Scofield plays Sir Thomas More, confidante of King Henry VIII (Robert Shaw), facing a crisis conscience over the King’s determination to divorce Catherine of Aragon.
Despite what guide books may claim, there was no filming at Hampton Court Palace – the palace of Cardinal Wolsey (Orson Welles), seen in the film, is no more than a set.
The real Hampton Court Palace, on the River Thames at East Molesey, southwest of London in Surrey, was built in 1514 for Cardinal Thomas Wolsey, but after the Cardinal fell out of favour with King Henry VIII, the monarch seized the palace for himself – naturally enlarging it. Toward the end of the 17th century, King William III commissioned Sir Christopher Wren to update the Palace in the Baroque style, intending to rival the French palace at Versailles.
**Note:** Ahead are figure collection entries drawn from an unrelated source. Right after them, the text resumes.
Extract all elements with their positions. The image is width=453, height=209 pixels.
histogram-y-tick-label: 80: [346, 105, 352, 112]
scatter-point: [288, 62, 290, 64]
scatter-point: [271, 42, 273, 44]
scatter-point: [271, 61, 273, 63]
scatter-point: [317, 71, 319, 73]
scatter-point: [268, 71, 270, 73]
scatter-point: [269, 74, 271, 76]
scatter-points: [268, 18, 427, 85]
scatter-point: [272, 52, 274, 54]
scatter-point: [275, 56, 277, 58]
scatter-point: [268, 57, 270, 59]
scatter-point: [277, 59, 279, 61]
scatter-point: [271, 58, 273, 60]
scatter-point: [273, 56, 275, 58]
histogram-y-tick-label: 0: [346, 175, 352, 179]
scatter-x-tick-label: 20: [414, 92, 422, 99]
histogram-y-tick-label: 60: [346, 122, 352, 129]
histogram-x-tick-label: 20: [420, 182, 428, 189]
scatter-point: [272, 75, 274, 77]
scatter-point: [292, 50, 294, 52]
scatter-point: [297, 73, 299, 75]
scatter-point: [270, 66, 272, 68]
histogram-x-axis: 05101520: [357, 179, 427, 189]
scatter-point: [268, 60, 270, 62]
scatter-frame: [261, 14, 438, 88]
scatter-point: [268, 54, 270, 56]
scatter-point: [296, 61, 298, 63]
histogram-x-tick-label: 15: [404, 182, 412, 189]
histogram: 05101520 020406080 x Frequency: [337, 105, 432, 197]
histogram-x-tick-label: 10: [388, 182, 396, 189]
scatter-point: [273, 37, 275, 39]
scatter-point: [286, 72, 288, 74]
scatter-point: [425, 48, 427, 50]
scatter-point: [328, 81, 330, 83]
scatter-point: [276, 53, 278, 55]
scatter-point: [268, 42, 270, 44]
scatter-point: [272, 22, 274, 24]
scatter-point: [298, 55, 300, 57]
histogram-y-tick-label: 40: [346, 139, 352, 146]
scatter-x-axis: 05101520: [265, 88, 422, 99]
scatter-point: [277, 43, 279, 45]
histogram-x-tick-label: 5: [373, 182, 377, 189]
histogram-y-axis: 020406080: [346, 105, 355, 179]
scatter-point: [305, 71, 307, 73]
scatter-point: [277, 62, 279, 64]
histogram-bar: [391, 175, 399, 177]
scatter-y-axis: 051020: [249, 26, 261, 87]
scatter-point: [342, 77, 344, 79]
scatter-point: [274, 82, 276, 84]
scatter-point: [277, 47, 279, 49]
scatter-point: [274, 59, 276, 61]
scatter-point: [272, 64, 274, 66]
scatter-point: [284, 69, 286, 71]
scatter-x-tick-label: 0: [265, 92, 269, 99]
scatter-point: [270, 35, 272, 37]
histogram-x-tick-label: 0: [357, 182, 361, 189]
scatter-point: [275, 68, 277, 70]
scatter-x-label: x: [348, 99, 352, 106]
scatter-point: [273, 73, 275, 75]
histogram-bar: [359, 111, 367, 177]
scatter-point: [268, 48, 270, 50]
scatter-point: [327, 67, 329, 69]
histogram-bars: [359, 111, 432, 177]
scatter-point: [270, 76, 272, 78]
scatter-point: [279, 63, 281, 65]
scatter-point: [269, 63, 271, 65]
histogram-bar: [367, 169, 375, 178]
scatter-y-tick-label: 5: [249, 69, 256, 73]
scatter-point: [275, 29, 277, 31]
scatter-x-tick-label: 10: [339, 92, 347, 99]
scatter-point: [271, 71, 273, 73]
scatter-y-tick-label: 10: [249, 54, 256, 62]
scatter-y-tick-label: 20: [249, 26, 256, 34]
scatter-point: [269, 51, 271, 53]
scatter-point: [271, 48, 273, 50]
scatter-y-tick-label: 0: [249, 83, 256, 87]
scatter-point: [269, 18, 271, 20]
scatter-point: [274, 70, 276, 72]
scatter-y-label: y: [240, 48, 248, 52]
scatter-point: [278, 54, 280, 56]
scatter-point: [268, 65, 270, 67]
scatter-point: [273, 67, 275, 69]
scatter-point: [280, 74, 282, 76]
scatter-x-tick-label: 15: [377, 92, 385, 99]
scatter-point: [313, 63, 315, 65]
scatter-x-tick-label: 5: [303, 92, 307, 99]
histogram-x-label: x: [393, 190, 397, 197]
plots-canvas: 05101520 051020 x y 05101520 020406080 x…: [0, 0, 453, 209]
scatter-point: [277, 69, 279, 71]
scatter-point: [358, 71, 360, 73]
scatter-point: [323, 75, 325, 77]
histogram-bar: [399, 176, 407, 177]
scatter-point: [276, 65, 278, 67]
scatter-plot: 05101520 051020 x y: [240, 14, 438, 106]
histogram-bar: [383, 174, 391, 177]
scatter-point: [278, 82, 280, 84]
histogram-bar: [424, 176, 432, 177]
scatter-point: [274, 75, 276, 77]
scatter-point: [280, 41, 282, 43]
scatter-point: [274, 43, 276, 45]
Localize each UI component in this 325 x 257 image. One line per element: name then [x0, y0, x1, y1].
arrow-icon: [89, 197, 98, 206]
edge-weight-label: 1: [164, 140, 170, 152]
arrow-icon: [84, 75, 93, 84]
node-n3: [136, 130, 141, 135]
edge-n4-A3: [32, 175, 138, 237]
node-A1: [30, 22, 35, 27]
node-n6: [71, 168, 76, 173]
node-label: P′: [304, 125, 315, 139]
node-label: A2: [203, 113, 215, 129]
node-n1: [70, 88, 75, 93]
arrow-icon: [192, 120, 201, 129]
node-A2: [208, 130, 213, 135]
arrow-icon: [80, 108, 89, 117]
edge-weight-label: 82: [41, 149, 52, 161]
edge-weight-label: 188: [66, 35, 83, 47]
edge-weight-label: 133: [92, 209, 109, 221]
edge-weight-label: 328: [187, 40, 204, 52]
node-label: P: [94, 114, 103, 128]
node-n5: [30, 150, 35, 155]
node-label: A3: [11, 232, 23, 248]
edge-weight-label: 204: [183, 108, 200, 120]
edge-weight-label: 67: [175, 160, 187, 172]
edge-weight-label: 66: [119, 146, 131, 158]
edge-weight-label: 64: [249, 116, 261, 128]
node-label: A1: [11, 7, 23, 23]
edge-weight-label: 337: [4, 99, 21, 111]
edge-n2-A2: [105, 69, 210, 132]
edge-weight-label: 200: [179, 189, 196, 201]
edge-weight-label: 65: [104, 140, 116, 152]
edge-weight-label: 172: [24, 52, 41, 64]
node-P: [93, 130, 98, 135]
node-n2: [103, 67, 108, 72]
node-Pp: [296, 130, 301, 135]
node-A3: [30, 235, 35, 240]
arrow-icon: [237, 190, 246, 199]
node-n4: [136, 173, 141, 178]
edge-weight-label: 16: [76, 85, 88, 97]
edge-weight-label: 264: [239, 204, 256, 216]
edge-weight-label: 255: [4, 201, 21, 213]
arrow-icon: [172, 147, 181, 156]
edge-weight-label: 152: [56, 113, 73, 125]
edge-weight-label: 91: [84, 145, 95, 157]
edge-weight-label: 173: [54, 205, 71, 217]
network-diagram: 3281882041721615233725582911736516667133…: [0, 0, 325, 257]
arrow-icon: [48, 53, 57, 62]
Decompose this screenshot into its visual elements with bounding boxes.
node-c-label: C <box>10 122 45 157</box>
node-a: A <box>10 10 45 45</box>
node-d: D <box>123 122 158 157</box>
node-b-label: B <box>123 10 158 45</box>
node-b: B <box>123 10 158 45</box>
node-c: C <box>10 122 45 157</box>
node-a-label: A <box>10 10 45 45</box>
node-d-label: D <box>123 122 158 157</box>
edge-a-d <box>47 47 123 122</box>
The plans were not fully realised and the palace remains a mixture of Baroque and Tudor.
George II was the last monarch to live here, and the complex is now open to the public. The Palace has not often been seen on screen, until the last few years, when it's appeared in The Young Victoria, Jack The Giant Slayer, The Theory Of Everything, Sherlock Holmes: A Game Of Shadows, Pirates Of The Caribbean: On Stranger Tides and Terrence Malick's The New World,
Thomas More’s house on the Thames at ‘Chelsea’, however, is a real location. It’s Studley Priory, Horton Hill, Horton-Cum-Studley, about seven miles northeast of Oxford. A one-time Benedictine monastery, more recently a hotel, the priory was sold in 2004 and is now a private home,
The ‘Thames’ is the River Beaulieu, flowing through the estate of Beaulieu Abbey, on the B3504, south of Southampton in Hampshire. The river wall built alongside was reproduced at Studley Priory, allowing characters to leap across counties in a single bound!